As a forthcoming focus on Zimbabwe's conservation track-record, the next CITES Conference of Parties (CoP15) will be held in March 2010 in Qatar. During this conference, Zimbabwe's record in rhino conservation since the last CITES conference will come under specific review as a consequence of CITES Decision 14.90 which requires the CITES Secretariat to examine implementation of Resolution Conf. 9.14 (Rev. CoP14) where illegal poaching of rhinos appears to have increased and to pose a significant threat to populations, particularly in the Democratic Republic of the Congo, Nepal and Zimbabwe; and to report to CITES Standing Committee SC57, SC58 and CITES Conference CoP15.

Zimbabwe was subject to an adverse report at the last CITES Standing Committee meeting, mainly because of the very limited number of prosecutions that have been achieved for rhino poachers, which indicates weak law enforcement. This is not a situation that can be solved by simple military means. It requires basic law-enforcement through determined investigations and well prepared prosecutions, with particular attention paid to neutralizing the middlemen and traders and not simply the poachers. Therefore, it is the lack of attention to the higher levels of the poaching syndicates that is causing international concern and which is resulting in speculative media reports that senior politicians are linked to Chinese and other Asian outlets for rhino horn.

This speculation is enhanced by lax controls on the trading of worked ivory in Zimbabwe. Tusks from Zimbabwe have been confiscated in China with no more than marker pen scrawls on them, but have been described as "worked ivory".

Other Southern African countries are not trading in worked ivory except for a limited trade in traditional ivory artifacts that is permitted in Namibia. Registered Zimbabwean ivory dealers who have been found guilty of abusing their privileges in one way or another have not been heavily penalized (several such cases are likely to be referred to by the CITES Secretariat). Ongoing international criticism before and during the next CITES conference may initiate action by the CITES Secretariat to remove CITES approval for Zimbabwe's internal trade in worked ivory, on the basis that this trade is insufficiently regulated and controlled.

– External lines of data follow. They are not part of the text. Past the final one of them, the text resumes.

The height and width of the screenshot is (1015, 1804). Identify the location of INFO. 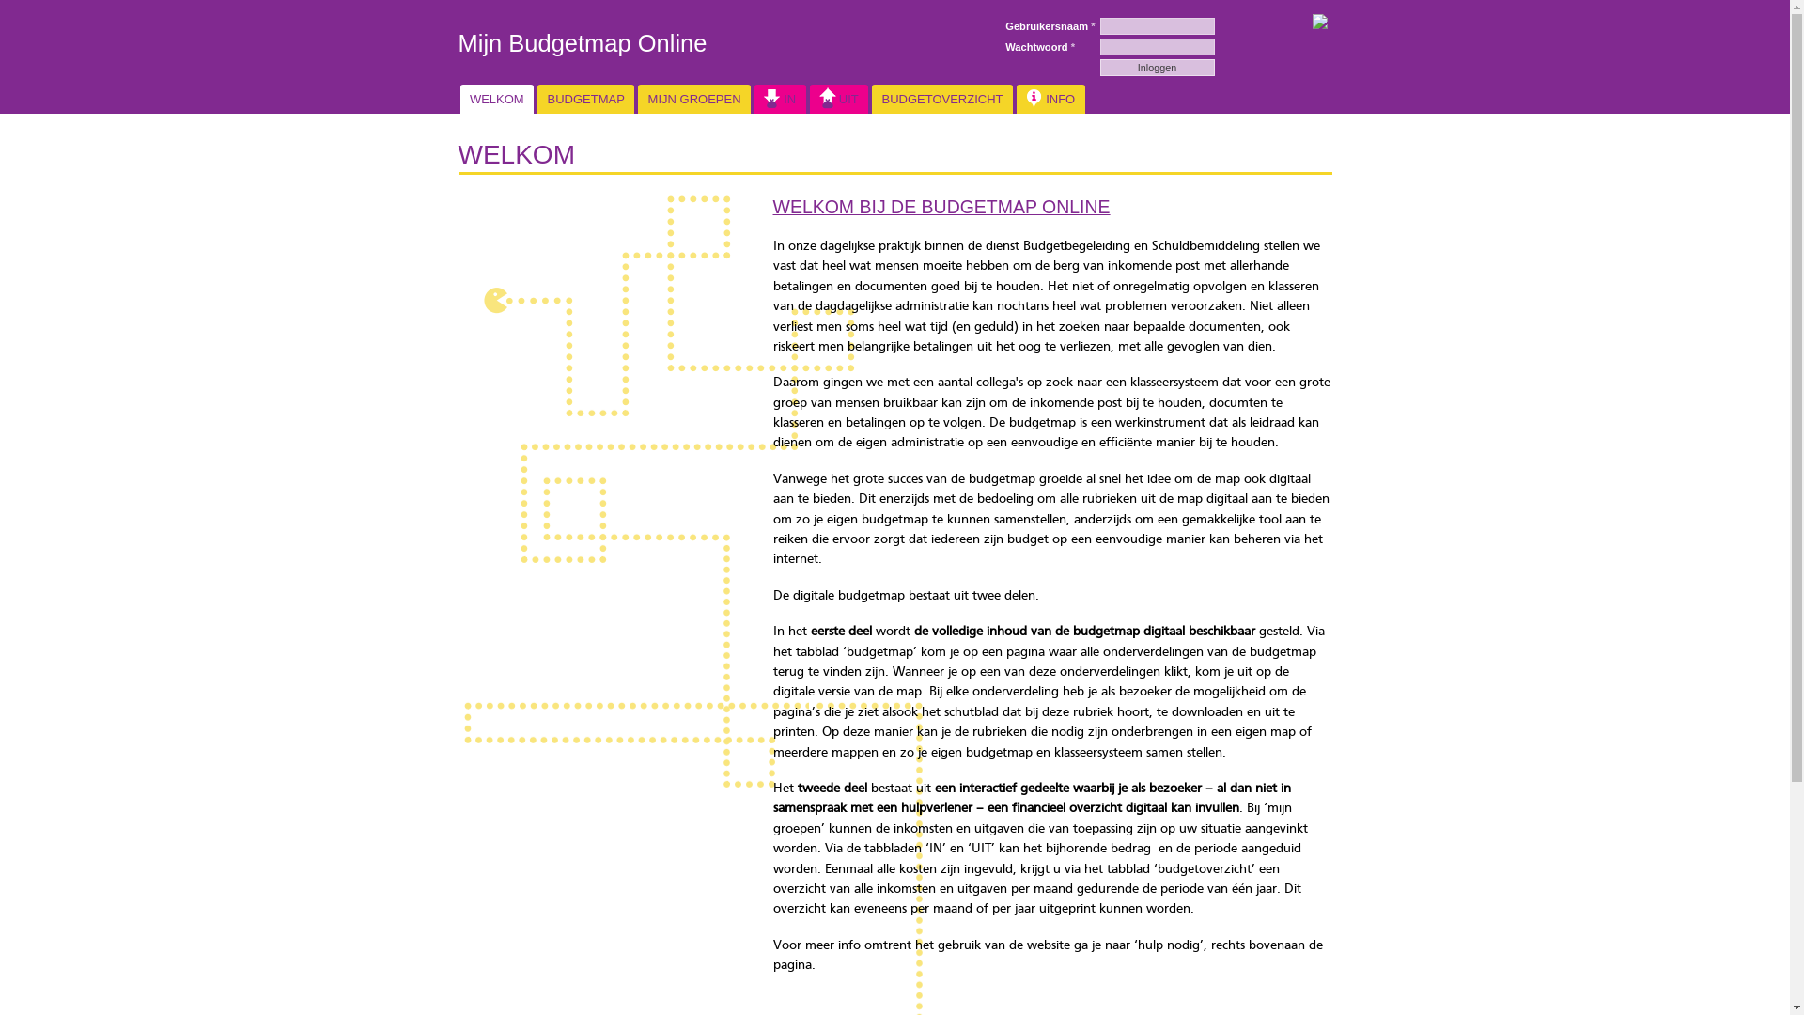
(1050, 100).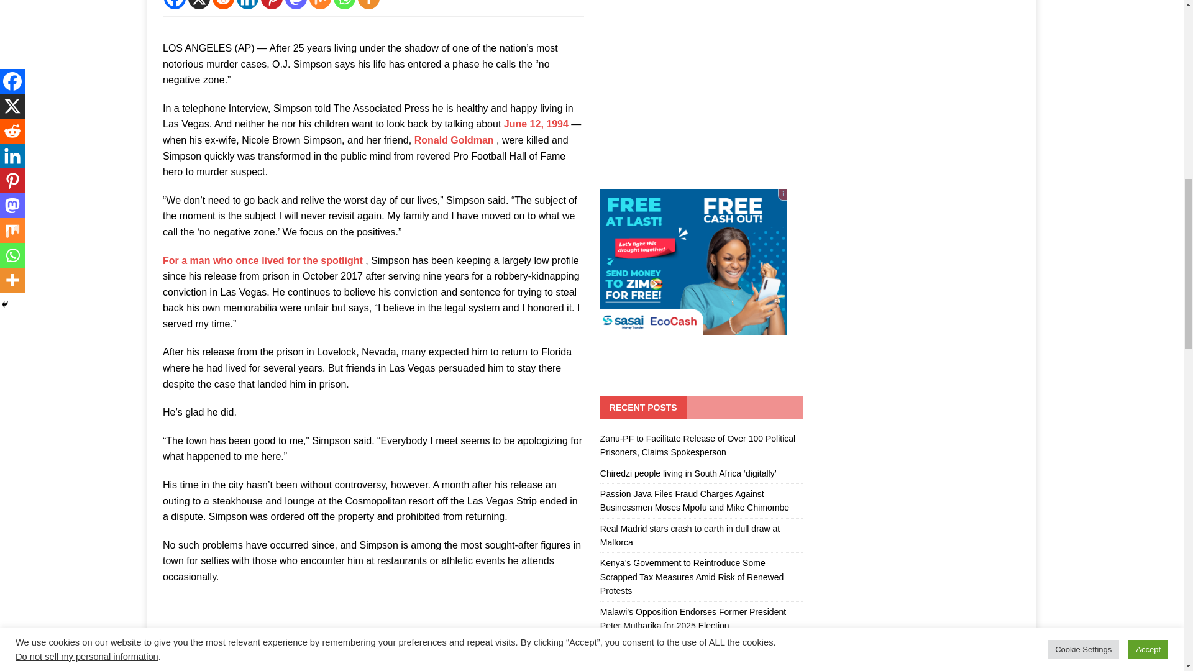 The image size is (1193, 671). I want to click on Mastodon, so click(296, 5).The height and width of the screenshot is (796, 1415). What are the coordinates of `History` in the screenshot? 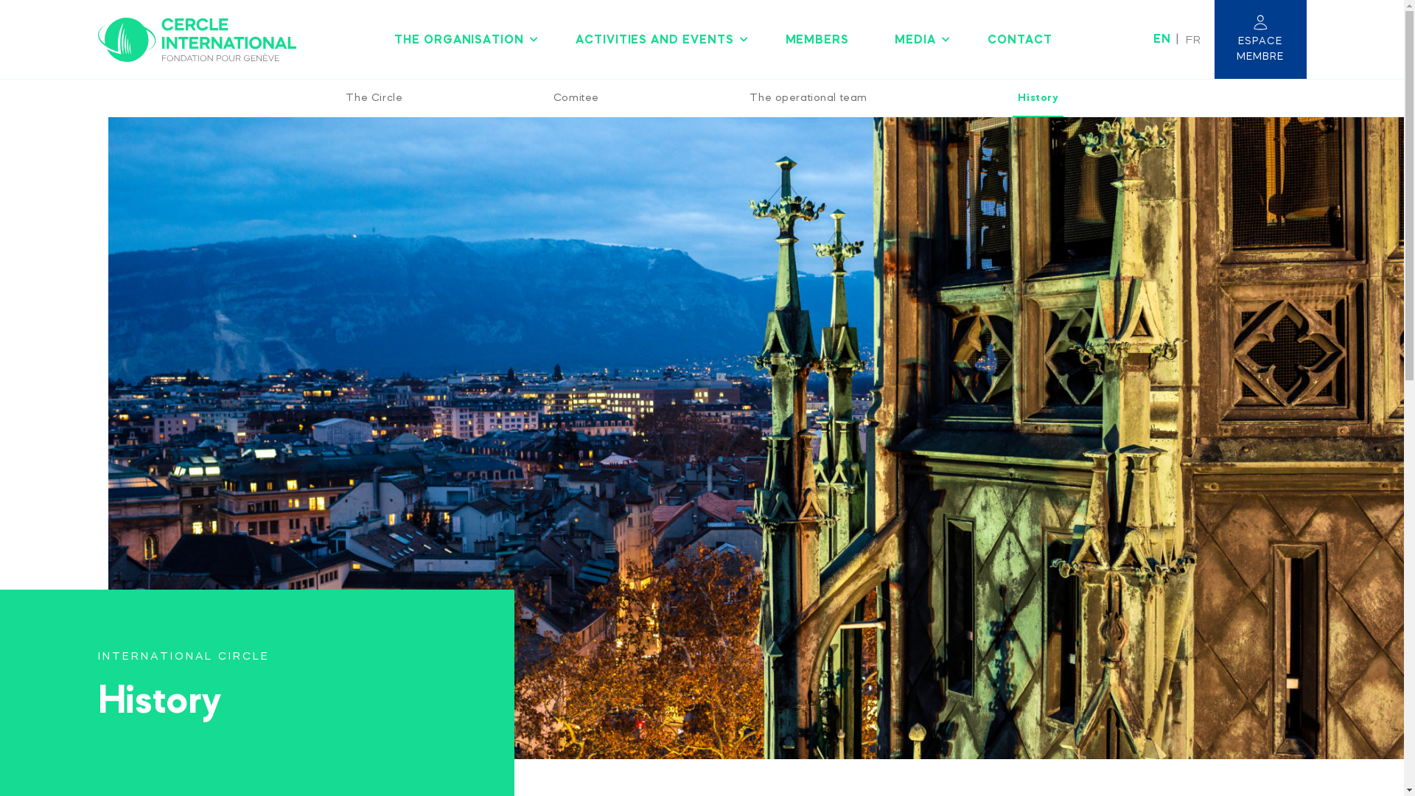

All rhino horn trade is totally illegal, in both domestic and international markets, so the next CITES conference is unlikely to identify specific new measures by which the CITES process can reduce illegal horn trading in Zimbabwe. However, if an adverse report is tabled at the CITES conference in terms on the rhino-related Decision 14.90, coupled with an adverse report on elephant poaching and weak internal regulation of ivory trade, this will have very adverse impacts on Zimbabwe's international conservation image.

If they feel that Zimbabwe is no longer demonstrating sustainable management of its key wildlife resources, some influential CITES members may then modify their own policies relating to importation of wildlife products (including safari trophies) from Zimbabwe. This foreseeable economic impact, along with the tarnished image that Zimbabwe will gain in the ecotourism business, has definite potential of significantly undermining wildlife-based land-uses in Zimbabwe to the detriment of the Parks Estate, the community-based wildlife projects, and commercial wildlife operations.

Thus the lack of control over poaching of elephants and rhinos is of direct and major economic significance to Zimbabwe's economic recovery.